How many people add herbs to smoothies? I make a lush one based on Sophie Grigsons Strawberry, Lemon Verbena & Mascarpone Fool recipe you can find on the HS site, I use a strawberry low fat yogurt, fresh strawberries, milk and about 12 lemon verbena leaves. Whizz it all up and indulge, less calories than the dessert variation but equally as yummy. Have found that a few lavender flower heads to a strawberry smoothie go really well.
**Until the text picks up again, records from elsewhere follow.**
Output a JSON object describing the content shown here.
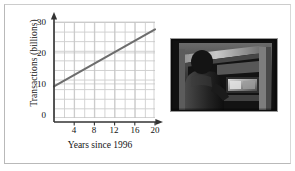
{
  "figure": {
    "caption": "",
    "border_color": "#b9b9b9"
  },
  "chart_data": {
    "type": "line",
    "title": "",
    "xlabel": "Years since 1996",
    "ylabel": "Transactions (billions)",
    "xlim": [
      0,
      21
    ],
    "ylim": [
      0,
      31
    ],
    "xticks": [
      4,
      8,
      12,
      16,
      20
    ],
    "xtick_labels": [
      "4",
      "8",
      "12",
      "16",
      "20"
    ],
    "yticks": [
      0,
      10,
      20,
      30
    ],
    "ytick_labels": [
      "0",
      "10",
      "20",
      "30"
    ],
    "grid": true,
    "grid_color": "#cfcfcf",
    "legend": "none",
    "line_color": "#6d6d6d",
    "series": [
      {
        "name": "ATM transactions",
        "x": [
          0,
          21
        ],
        "values": [
          10.2,
          28.6
        ]
      }
    ]
  },
  "photo": {
    "alt_name": "person-using-atm-photo",
    "description": "Grayscale photograph of a person standing at an ATM machine",
    "frame_color": "#9a9a9a"
  }
}
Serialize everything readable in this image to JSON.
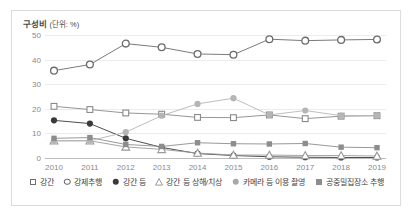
{
  "top_strip": {
    "ghost_text": "· · · · · · · · · · · · · · · · · · · ·"
  },
  "figure": {
    "axis_unit_title": "구성비",
    "axis_unit_suffix": "(단위: %)"
  },
  "chart_data": {
    "type": "line",
    "title": "구성비 (단위: %)",
    "xlabel": "",
    "ylabel": "구성비 (단위: %)",
    "ylim": [
      0,
      50
    ],
    "yticks": [
      0,
      10,
      20,
      30,
      40,
      50
    ],
    "grid": true,
    "legend_position": "bottom",
    "x": [
      2010,
      2011,
      2012,
      2013,
      2014,
      2015,
      2016,
      2017,
      2018,
      2019
    ],
    "categories": [
      "2010",
      "2011",
      "2012",
      "2013",
      "2014",
      "2015",
      "2016",
      "2017",
      "2018",
      "2019"
    ],
    "series": [
      {
        "name": "강간",
        "marker": "square-open",
        "color": "#8a8a8a",
        "values": [
          21.0,
          19.7,
          18.3,
          17.8,
          16.5,
          16.4,
          17.5,
          16.0,
          17.0,
          17.2
        ]
      },
      {
        "name": "강제추행",
        "marker": "circle-open",
        "color": "#6b6b6b",
        "values": [
          35.5,
          38.0,
          46.5,
          45.0,
          42.3,
          42.0,
          48.3,
          47.7,
          48.0,
          48.2
        ]
      },
      {
        "name": "강간 등",
        "marker": "circle-filled-dark",
        "color": "#3a3a3a",
        "values": [
          15.3,
          14.0,
          8.0,
          4.3,
          1.8,
          1.0,
          0.5,
          0.3,
          0.2,
          0.2
        ]
      },
      {
        "name": "강간 등 상해/치상",
        "marker": "triangle-open",
        "color": "#9a9a9a",
        "values": [
          7.0,
          7.0,
          4.5,
          3.5,
          2.0,
          1.2,
          1.2,
          1.0,
          1.0,
          0.8
        ]
      },
      {
        "name": "카메라 등 이용 촬영",
        "marker": "circle-filled-gray",
        "color": "#b5b5b5",
        "values": [
          7.0,
          7.0,
          10.5,
          17.2,
          22.0,
          24.3,
          17.5,
          19.3,
          17.2,
          17.2
        ]
      },
      {
        "name": "공중밀집장소 추행",
        "marker": "square-filled-gray",
        "color": "#8d8d8d",
        "values": [
          8.0,
          8.3,
          5.5,
          4.7,
          6.2,
          5.8,
          5.7,
          5.9,
          4.4,
          4.2
        ]
      }
    ]
  },
  "legend": {
    "items": [
      {
        "label": "강간",
        "marker": "square-open"
      },
      {
        "label": "강제추행",
        "marker": "circle-open"
      },
      {
        "label": "강간 등",
        "marker": "circle-filled-dark"
      },
      {
        "label": "강간 등 상해/치상",
        "marker": "triangle-open"
      },
      {
        "label": "카메라 등 이용 촬영",
        "marker": "circle-filled-gray"
      },
      {
        "label": "공중밀집장소 추행",
        "marker": "square-filled-gray"
      }
    ]
  }
}
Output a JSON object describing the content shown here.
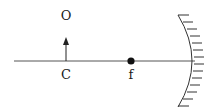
{
  "diagram": {
    "type": "concave-mirror-ray-setup",
    "labels": {
      "object": "O",
      "center": "C",
      "focus": "f"
    },
    "colors": {
      "stroke": "#333333",
      "text": "#1a1a1a",
      "background": "#ffffff"
    }
  }
}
Mint and pineapple go well together, rosemary perks up orange based smoothies or juices especially the ginger rosemary variety. Try freshly juiced oranges with a spring of ginger rosemary topped up with ginger ale yum! A bit of fresh basil can add a lovely twist to orange juice as well, and if you like tomato juice that can taste lovely with the addition of a little basil or thyme.

Debs


 
 


194.221.40.3

Re: Juicing Herbs

May 12 2009, 4:12 PM 

I tried juicing some fresh cleavers on Sunday afternoon. It was a little easier than juicing the nettles, but still managed to overheat the juicer. I got about 1 fl oz of dark green juice. It tasted.....green and fresh and went well with some apple and elder juice I'd got in the fridge. I'm sure it's Very Good For You, but I think I'll stick to tea and tincture as juicing makes my thumb joint ache!